Sami Chadi, MD1, Biniam Kidane, MD2, Patrick H Colquhoun, MD3, Nawar AlKhamesi, MD3, Christopher M Schlachta3, Steven D Wexner, MD, PhD, Hon1. 1Digestive Disease Center, Cleveland Clinic Florida, 2Division of Thoracic Surgery, University of Toronto, Toronto, Canada, 3Division of General Surgery, Western University, London, Canada
Introduction: Survey research is an important step in current quantitative and qualitative research methods. Reviews of survey methodology in critical care and nephrology have demonstrated a need for standards. The objective of this study was to review current standards of survey methods and reporting in the surgical literature.
Methods: All issues of 8 surgical journals were reviewed to identify surveys of health professionals between 2002-2013, excluding mixed-methods studies and surveys of specific interventions (4 general: Journal of the American College of Surgeons, Surgical Endoscopy, Annals of Surgery and World Journal of Surgery; 4 subspecialty: Journal of Pediatric Surgery, Journal of Vascular Surgery, Diseases of the Colon and Rectum, Annals of Surgical Oncology). Four other journals were initially included a priori that were subsequently excluded due to (1) no surveys being published, (2) publication of articles for only a part of the cohort. The main outcome was the overall transparency and quality of surveys (5 point Likert scale).
Results: We included 219 surveys in this review. Overall inter-rater reliability was strong for both publication transparency (weighted κ 0.8; 0.67-0.93) and publication quality (weighted κ 0.83; 0.72-0.93). The median response rate was 62%. The most common method of survey dissemination was email (46%) followed by postal (33%), with 20% using multiple methods. Publication rates were assessed per 1000 citations from each journal per year. No overall trend of increasing publication rate was identified (p=0.43) although there was evidence of differing rates of publication among journals (p<0.001). Although 48% reported sending reminders, 46% did not report whether this was done. Regarding instrument development, item generation and item reduction were mentioned in 11.6% and 2.5% of papers. Regarding instrument testing, 19% of papers piloted their instrument prior to dissemination whereas clinimetric properties of at least one of face, content, construct validity, intra- or inter-rater reliability, or consistency were mentioned in less than 13% of studies. Median quality and transparency scores were 3. Higher survey quality (as determined by reviewers) appeared associated with reporting a previously published instrument (OR 3.0; p<0.001), single survey metric (OR 22.0; p<0.001) and discussing the management of incomplete surveys (OR 2.9; p=0.014).
Conclusion: The quality of survey methods and reporting is suboptimal in the surgical literature. In particular, reporting survey metrics and instrument testing appears to need significant improvement, with even lower rates than the medical literature. Guidelines of reporting and methods are necessary to standardize and improve quality.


(Exercise description): Every line holding the string "Active" is to be copied from the entries below.

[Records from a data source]
++++

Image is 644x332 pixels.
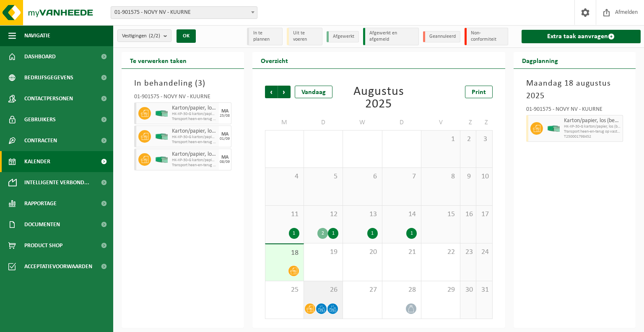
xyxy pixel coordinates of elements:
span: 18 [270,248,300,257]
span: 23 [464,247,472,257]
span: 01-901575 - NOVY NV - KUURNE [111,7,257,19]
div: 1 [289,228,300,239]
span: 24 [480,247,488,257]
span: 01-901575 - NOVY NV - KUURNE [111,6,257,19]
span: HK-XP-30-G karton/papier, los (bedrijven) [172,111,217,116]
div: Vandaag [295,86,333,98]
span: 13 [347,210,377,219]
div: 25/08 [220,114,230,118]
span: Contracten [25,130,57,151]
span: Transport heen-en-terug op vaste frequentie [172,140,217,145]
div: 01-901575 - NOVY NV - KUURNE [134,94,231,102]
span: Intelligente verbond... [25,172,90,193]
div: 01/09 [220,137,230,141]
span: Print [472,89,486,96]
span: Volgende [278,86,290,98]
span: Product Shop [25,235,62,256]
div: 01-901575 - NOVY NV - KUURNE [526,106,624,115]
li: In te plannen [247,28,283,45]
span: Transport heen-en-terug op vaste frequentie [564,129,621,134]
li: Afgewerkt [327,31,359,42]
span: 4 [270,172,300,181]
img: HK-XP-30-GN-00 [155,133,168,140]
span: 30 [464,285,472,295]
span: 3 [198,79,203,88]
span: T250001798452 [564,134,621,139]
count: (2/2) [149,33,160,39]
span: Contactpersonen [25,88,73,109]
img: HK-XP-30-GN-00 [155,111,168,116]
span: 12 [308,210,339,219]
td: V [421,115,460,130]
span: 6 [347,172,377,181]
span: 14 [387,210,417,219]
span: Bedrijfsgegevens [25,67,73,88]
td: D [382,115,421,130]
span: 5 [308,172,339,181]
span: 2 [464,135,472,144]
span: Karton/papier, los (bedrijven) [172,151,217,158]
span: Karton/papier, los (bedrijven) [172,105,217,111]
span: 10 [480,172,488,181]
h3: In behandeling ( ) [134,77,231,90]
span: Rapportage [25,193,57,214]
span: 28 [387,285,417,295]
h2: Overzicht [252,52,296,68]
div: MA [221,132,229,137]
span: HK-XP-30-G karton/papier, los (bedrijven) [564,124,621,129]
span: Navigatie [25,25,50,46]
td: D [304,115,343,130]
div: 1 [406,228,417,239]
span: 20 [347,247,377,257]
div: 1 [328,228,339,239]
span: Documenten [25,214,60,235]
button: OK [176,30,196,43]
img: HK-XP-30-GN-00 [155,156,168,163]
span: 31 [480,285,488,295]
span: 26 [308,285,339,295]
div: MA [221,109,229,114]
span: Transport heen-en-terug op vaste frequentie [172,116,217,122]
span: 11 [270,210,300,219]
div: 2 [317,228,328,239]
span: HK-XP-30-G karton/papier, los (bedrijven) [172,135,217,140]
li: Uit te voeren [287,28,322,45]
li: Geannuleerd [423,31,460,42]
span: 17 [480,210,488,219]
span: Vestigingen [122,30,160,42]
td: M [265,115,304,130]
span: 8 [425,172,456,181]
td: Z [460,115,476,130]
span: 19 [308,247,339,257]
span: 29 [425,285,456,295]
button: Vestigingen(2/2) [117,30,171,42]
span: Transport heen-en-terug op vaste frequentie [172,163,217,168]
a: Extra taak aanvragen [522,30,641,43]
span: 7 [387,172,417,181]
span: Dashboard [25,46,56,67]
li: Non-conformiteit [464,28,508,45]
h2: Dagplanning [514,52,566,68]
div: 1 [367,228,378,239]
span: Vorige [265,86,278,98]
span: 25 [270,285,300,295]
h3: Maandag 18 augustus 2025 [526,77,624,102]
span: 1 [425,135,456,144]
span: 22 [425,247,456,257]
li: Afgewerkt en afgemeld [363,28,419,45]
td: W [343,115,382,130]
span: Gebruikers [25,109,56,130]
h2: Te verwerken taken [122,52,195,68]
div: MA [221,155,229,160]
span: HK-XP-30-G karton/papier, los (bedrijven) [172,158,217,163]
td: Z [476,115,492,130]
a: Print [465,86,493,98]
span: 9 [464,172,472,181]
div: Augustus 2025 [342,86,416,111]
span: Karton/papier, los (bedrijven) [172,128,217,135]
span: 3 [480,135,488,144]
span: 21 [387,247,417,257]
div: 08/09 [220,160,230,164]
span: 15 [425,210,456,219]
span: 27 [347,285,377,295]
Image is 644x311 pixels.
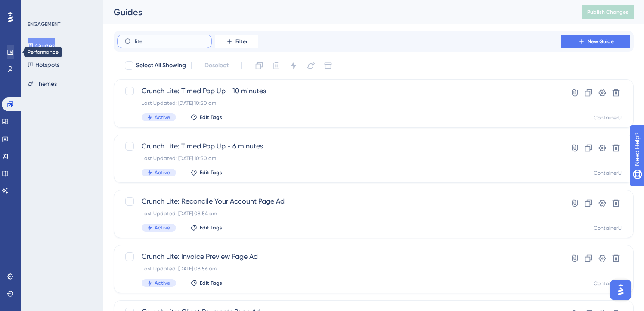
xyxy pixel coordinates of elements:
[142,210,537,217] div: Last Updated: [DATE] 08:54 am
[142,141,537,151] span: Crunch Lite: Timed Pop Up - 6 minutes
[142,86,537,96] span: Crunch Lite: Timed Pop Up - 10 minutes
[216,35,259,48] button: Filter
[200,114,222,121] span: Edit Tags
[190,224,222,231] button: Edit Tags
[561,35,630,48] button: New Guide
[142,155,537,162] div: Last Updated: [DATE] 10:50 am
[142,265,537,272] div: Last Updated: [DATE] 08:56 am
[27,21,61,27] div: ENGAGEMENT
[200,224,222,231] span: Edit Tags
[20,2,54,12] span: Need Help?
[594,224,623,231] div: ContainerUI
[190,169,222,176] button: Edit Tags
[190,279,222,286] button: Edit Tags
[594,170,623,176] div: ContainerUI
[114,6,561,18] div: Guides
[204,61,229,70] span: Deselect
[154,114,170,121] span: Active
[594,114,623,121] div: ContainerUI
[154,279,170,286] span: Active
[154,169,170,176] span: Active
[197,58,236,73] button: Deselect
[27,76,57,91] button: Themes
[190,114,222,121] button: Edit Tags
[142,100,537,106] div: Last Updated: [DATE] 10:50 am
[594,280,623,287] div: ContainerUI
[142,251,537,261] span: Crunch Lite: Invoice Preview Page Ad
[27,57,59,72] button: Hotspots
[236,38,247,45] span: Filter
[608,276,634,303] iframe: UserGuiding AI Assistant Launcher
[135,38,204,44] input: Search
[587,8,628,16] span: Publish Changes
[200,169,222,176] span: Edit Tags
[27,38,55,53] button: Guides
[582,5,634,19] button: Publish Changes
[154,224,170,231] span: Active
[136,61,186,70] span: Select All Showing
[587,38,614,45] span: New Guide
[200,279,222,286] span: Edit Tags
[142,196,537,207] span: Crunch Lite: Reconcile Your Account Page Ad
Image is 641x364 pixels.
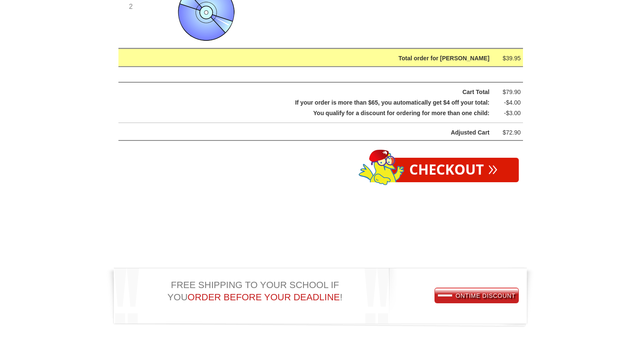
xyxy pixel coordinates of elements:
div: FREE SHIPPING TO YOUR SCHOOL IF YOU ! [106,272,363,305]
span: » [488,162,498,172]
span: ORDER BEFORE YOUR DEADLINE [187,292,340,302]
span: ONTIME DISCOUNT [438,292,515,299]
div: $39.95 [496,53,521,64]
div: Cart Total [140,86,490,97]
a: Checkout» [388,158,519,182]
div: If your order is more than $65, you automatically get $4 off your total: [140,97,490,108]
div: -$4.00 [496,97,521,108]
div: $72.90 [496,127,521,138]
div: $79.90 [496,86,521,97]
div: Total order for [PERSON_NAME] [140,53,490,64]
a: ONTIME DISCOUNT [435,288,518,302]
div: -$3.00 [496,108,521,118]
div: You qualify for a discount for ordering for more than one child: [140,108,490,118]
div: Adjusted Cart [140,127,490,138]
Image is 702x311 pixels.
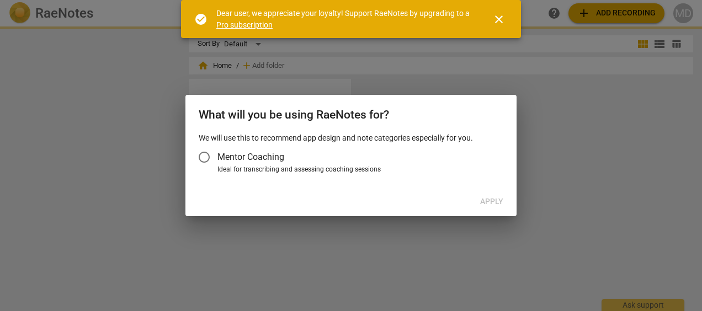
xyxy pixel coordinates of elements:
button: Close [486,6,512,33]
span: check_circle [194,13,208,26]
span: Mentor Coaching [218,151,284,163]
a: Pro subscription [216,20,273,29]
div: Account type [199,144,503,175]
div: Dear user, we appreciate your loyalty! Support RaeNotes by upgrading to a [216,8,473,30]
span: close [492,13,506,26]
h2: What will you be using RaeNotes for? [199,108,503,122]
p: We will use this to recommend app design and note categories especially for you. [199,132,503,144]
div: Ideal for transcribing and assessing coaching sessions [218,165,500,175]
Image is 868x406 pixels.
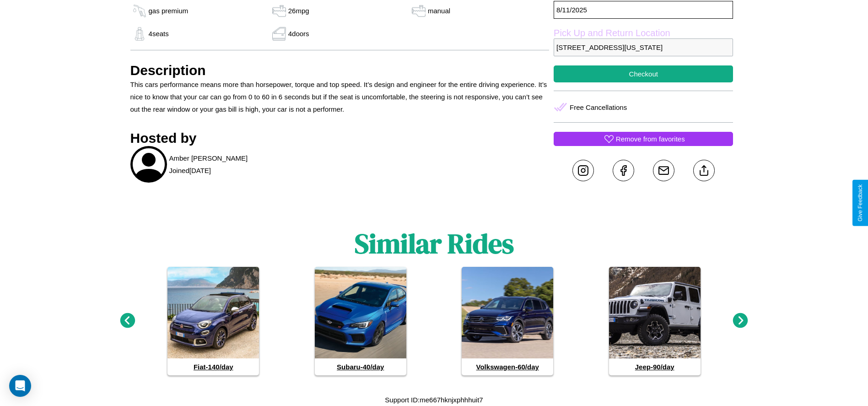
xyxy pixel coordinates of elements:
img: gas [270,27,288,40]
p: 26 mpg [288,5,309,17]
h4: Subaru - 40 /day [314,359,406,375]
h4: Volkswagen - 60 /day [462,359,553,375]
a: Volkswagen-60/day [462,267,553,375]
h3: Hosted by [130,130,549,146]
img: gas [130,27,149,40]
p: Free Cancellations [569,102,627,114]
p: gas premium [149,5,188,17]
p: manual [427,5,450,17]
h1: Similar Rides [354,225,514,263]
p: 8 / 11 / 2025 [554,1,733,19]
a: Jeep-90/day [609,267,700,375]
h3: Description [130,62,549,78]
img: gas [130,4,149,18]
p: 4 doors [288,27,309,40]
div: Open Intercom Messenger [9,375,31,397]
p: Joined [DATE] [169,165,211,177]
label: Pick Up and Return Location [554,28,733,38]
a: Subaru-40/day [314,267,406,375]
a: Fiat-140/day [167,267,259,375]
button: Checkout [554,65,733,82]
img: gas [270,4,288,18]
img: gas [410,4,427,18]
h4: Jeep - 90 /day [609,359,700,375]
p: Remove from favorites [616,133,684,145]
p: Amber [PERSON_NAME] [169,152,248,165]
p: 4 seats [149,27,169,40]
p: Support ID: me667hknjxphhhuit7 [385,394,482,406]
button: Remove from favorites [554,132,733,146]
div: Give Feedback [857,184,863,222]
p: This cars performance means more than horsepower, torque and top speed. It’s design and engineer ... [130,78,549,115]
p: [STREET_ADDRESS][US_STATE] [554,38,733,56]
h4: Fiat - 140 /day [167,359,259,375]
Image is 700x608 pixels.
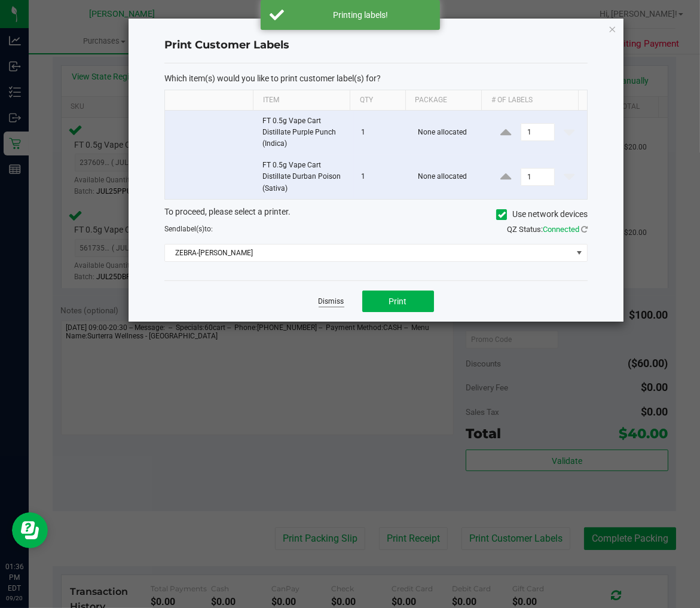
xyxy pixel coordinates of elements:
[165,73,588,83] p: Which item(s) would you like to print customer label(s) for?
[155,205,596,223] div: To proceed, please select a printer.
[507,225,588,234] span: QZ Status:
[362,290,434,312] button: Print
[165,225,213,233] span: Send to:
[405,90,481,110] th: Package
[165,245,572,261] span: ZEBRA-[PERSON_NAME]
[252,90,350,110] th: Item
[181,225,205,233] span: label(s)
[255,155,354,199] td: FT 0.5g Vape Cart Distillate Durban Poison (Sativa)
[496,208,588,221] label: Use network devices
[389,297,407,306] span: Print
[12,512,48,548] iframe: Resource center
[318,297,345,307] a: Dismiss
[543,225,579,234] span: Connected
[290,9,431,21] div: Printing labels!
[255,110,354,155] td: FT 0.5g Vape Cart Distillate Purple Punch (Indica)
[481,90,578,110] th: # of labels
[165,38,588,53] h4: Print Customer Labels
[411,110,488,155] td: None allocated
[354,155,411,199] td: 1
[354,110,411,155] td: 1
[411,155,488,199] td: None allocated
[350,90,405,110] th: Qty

++++

(Exercise solution):
[154,114,170,121] span: Active
[154,279,170,286] span: Active
[154,169,170,176] span: Active
[154,224,170,231] span: Active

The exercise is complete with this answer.